When Daisey is spinning his story, he makes these points far more eloquently than I just did. He travels to an economic free zone in Southern China called Shenzhen and starts talking with the employees who come out of the gigantic factories of Foxconn Technology Group, the single biggest manufacturer of electronics in the world. Daisey says literally 50% of all electronic products in the world are pieced together there. The company became infamous when a string of employee suicides garnered international attention; but China soon clamped down on its news media and the stories in the world press quickly dried up.

Daisey creates a very strong narrative, at first. The interpreter he calls "Kathy" doesn't want to believe the tragic stories of the workers but knows them to be true. A young female worker talks about her long hours and Daisey says, hey you look pretty young, how old are you and she blithely says 14. One truly remarkable passage involves a man who had been fired after his hand was horribly mangled when it was caught in a machine. (Needless to say, the man received no medical treatment and was summarily dismissed.) When this man -- who was risking a great deal to meet with Daisey -- said he had been working on the iPad assembly line when the accident occurred, Daisey reached into his bag and pulled out an iPad itself and handed it to the man.

None of the employees who work in these factories can actually afford to own an iPhone or iPad. (And the factories are massive -- their cafeterias seat literally tens and tens of thousands of people at a time.) The man's face beamed as he held the iPad. Daisey had turned it on and the screen lit up with icons. The man brushed his gnarled, useless hand over the surface and the pages flew by with app after app on display.
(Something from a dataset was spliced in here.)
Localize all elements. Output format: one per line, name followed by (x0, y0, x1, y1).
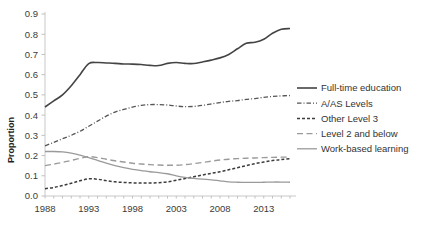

Someone with less skill might have stopped right there, but Daisey knew the kicker was the smile on the man's face as he told the interpreter, "It's a kind of magic."

It's a pity Daisey didn't trust his own skills as a performer, the magic of theater and stories in general to get his point across. Unfortunately, as the show progresses and especially towards the end, he stops repeatedly to chide us and tell us in bald, straightforward language what the show has been illustrating all along about these products we love and the conditions under which they're made. But the call to arms and the insistence that you really, really pay attention to what you're learning brings everything to a grinding halt in theatrical terms. Daisey tells us near the end that our keyboards are soaked in blood, a ham-handed image (however technically accurate) that isn't nearly as forceful as the people he brings to life throughout the night.

When the audience leaves the theater, they're handed a one page action sheet, suggesting what a person moved by the show might want to do next. For example, you can email Apple's CEO Tim Cook at tcook@apple.com and politely call for genuine outside oversight of factories in China. (Maybe he'd like to finally return the calls of China Labor Watch?) That's exactly where such calls to action belong. On stage, Daisey lost faith not just in Apple but a tiny bit in what he does best. Steve Jobs taught everyone the same lesson: the ungainly and awkward is inherently bad and you should never release your work until it's elegant and beautiful in every way.

The Theater Season 2011-2012 (on a four star scale)

NEW YORK MUSICAL THEATRE FESTIVAL 2011

FRINGEFEST NYC 2011

Thanks for reading. Michael Giltz is the cohost of Showbiz Sandbox, a weekly pop culture podcast that reveals the industry take on entertainment news of the day and features top journalists and opinion makers as guests. It's available for free on iTunes. Visit Michael Giltz at his website and his daily blog. Download his podcast of celebrity interviews and his radio show, also called Popsurfing and also available for free on iTunes. Link to him on Netflix and gain access to thousands of ratings and reviews.

Note: Michael Giltz was provided with free tickets to these show with the understanding that he would be writing a review.